“A mixed food,” says another writer, “which varies from time to time, seems to be essential; and there can be no doubt that the changes which physicians have recognized in the nature of the predominating diseases, from century to century, are connected with changes which have taken place in the nature of the diet. Excess of oil, albumen, and starch produce liability to arthritic, bilious, and rheumatic affections; a deficiency of oleaginous materials, scrofula, &c.”

VIII.

In attempting to form a proper estimate of the alleged ration furnished by the rebels to their prisoners at Andersonville, we will endeavor to arrive at just conclusions by comparing the known quantities with the dietaries of long-established hospitals, prisons, and the ration of armies of different periods of history.

The effects of food upon the civil prisoners, both of the long and short term, have been carefully studied by Christison, Liebig, Barral, and Edwards; and it is conclusively shown by their statistics of the prisons of Europe how much food will keep the prisoners in athletic condition when exposed to healthy influences. The quantity of food required depends upon the wants of the system and the quality of food consumed. Some articles are far more nutritious than others, and are far less bulky; for instance, the rice eaters of China, the potato and milk consumers of Ireland, eat enormously, compared with the beef-eating people.

But rarely will a less quantity than seventeen ounces suffice for the animal economy, and not then, even, unless it is the concentrated essences and principles of carefully selected grains, and healthy meat from cattle killed in their native pastures, like the scientific ration correctly proposed by Professor Horsford. This ration is intended to enable armies to change their base with intervals of more than a month, and to assist raiding parties to perform long journeys without relying for subsistence on the doubtful and difficult forage along the route, or on the distant depots at the point of departure.

A handful of the ripe, golden grains, roasted and mixed with a little sugar, with a few ounces of beef dried from the meat of healthy cattle killed instantly, will sustain the power of life wonderfully. This is shown by the mountaineers of the Cordilleras, of the Andes, and the Rocky Mountains.

It was substantially the same ration that enabled the Romans to traverse countries far remote from their main depots of supplies, and the Greeks to advance across, with safety, the immense arid deserts of Asia. Any of our splendidly equipped and fed armies of modern times would perish in a few days along the route where Xenophon and his immortal ten thousand passed with safety, and without much loss.

IX.

The mode of rationing the Roman armies, and the manner in which the supplies were obtained and preserved, is well shown in the extant writings of those times. Besides the allowance of wheat daily,—one to two pounds,—the Roman soldiers often received a ration of pork, mutton, legumes, cheese, oil, salt, wine, and vinegar. With the grain, a porridge-pot, a spit, the casque for a cup, and with vinegar to mix with their water,—which formed the regulation drink posea, or acetum,—they marched rapidly, and retained their extraordinary vigor in the midst of pestilential regions. Every soldier carried his own food for a given length of time, which was from eight to twenty-eight days. “Cibo cum suo.” Hence Josephus wrote, the Roman soldier is laden like a mule. This food was always of the best quality; and the wheat was always carefully selected by a commission appointed for the purpose, as we may learn from the inscription on the column of Trajan. This wheat was not always eaten raw; but was oftener roasted, and crushed upon a stone.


> Exercise requirements:
Check every line below for the word "ligament" and copy each one that has it.

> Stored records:
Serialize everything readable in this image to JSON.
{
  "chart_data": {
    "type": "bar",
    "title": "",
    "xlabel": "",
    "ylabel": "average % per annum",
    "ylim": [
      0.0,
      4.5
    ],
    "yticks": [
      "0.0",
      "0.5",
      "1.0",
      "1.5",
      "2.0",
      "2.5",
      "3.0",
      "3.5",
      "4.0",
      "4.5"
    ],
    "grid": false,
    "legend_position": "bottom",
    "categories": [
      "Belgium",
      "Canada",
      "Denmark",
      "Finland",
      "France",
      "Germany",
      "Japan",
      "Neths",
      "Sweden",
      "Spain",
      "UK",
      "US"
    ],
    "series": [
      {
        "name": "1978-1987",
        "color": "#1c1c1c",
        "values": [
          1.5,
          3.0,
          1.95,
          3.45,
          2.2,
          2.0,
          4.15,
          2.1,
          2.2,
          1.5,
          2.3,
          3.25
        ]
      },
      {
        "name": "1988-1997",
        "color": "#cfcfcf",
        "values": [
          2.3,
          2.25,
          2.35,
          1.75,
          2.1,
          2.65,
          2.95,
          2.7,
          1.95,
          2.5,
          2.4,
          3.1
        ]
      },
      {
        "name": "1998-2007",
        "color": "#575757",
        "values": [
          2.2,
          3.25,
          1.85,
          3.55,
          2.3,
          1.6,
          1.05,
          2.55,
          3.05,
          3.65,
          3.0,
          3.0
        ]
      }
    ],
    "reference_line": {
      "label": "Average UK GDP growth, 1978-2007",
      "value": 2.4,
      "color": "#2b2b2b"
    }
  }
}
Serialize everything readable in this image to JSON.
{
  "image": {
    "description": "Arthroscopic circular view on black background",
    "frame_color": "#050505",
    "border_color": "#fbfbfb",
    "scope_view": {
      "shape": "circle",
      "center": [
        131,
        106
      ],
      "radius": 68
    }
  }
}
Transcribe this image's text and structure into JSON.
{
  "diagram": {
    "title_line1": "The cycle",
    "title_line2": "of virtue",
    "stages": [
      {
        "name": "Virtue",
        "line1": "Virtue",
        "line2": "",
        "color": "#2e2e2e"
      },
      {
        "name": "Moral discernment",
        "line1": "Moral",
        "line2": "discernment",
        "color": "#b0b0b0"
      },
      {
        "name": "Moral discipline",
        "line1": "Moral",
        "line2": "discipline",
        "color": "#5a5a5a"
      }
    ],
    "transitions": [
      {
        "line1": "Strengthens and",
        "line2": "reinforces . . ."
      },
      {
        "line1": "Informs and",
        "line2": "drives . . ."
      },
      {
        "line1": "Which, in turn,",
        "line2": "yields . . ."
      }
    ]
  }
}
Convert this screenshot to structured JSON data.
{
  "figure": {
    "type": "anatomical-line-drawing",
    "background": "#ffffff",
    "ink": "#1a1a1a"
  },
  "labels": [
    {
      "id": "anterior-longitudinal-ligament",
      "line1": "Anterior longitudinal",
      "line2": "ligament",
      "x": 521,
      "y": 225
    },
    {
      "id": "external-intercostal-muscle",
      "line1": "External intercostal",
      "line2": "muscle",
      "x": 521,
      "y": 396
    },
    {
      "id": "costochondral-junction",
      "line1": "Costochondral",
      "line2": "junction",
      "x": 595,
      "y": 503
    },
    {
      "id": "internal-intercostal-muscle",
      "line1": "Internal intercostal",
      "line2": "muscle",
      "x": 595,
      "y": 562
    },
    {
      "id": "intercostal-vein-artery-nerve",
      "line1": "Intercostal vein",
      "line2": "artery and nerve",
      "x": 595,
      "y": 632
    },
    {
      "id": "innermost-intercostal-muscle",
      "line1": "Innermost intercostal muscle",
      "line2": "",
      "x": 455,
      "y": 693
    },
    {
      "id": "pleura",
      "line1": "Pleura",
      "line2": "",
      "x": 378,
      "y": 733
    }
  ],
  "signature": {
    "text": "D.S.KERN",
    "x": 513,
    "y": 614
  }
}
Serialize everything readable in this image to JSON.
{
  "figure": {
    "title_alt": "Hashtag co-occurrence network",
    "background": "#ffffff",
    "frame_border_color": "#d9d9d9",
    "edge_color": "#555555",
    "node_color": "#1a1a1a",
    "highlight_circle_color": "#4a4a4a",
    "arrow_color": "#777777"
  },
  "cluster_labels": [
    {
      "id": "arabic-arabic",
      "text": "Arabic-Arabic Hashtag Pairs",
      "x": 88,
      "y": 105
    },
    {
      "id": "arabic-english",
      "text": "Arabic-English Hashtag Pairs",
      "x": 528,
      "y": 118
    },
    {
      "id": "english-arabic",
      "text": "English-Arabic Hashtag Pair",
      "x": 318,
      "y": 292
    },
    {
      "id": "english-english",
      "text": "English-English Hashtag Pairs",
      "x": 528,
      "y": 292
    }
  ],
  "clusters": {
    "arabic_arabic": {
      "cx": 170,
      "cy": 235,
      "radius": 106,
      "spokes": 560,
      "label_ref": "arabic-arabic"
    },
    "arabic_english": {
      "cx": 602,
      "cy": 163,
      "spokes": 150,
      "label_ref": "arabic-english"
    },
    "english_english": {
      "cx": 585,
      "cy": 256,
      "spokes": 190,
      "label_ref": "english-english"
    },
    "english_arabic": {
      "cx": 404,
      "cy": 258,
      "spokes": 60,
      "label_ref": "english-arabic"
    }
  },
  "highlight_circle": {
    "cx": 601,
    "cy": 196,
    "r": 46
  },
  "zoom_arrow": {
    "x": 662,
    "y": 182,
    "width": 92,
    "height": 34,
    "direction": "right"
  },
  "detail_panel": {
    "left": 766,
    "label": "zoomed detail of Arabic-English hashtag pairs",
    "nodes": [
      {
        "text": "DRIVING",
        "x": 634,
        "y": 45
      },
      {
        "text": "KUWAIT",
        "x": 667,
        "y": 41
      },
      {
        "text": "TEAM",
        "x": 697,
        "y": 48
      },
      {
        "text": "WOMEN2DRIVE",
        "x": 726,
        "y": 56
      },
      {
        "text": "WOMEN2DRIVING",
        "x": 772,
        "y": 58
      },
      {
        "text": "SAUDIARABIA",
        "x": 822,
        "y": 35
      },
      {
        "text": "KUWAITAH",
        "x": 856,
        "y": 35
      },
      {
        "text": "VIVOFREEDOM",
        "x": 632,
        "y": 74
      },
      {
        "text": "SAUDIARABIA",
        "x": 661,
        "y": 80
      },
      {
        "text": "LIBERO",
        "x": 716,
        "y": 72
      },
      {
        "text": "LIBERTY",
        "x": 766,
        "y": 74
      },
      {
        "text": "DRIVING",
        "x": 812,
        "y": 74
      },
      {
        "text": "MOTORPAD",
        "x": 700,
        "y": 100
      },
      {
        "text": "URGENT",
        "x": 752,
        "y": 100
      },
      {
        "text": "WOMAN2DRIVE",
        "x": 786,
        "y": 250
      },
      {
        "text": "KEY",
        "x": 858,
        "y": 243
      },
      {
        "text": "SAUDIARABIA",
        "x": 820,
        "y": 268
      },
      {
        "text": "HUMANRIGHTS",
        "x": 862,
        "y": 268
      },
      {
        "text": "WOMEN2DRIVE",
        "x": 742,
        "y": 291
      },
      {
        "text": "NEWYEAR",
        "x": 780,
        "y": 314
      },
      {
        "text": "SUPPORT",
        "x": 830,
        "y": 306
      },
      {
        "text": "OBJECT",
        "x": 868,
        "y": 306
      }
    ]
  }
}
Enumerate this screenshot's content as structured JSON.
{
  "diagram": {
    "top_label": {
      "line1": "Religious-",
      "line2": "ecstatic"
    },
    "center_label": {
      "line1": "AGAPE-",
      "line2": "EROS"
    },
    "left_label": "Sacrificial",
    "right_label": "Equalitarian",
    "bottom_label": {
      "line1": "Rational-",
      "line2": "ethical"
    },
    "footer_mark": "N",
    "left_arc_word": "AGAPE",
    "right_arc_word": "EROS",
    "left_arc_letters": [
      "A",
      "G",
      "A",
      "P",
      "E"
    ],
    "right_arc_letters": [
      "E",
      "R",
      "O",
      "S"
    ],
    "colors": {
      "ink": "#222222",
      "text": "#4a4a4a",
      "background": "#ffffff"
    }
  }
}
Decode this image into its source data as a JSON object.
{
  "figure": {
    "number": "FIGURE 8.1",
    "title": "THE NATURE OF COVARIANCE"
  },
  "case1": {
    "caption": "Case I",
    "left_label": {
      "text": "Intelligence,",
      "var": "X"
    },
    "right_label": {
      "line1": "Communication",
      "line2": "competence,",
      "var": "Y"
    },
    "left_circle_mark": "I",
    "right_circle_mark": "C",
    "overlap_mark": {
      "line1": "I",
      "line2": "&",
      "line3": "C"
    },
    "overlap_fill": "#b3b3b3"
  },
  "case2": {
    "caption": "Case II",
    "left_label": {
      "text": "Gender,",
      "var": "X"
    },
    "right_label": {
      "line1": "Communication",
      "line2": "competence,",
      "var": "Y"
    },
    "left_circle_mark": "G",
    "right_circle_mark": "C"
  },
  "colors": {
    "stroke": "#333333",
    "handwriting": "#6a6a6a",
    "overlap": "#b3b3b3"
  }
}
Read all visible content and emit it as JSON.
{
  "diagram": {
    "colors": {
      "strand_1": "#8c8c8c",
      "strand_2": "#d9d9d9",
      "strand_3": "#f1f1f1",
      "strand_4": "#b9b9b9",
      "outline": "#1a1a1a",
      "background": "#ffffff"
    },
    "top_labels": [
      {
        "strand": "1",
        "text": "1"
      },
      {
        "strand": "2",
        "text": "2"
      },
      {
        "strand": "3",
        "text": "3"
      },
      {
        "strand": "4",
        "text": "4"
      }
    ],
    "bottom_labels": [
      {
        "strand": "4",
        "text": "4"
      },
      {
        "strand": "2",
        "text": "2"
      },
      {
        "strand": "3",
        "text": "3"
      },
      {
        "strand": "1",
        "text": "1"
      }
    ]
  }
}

> Your response:
      "id": "anterior-longitudinal-ligament",
      "line2": "ligament",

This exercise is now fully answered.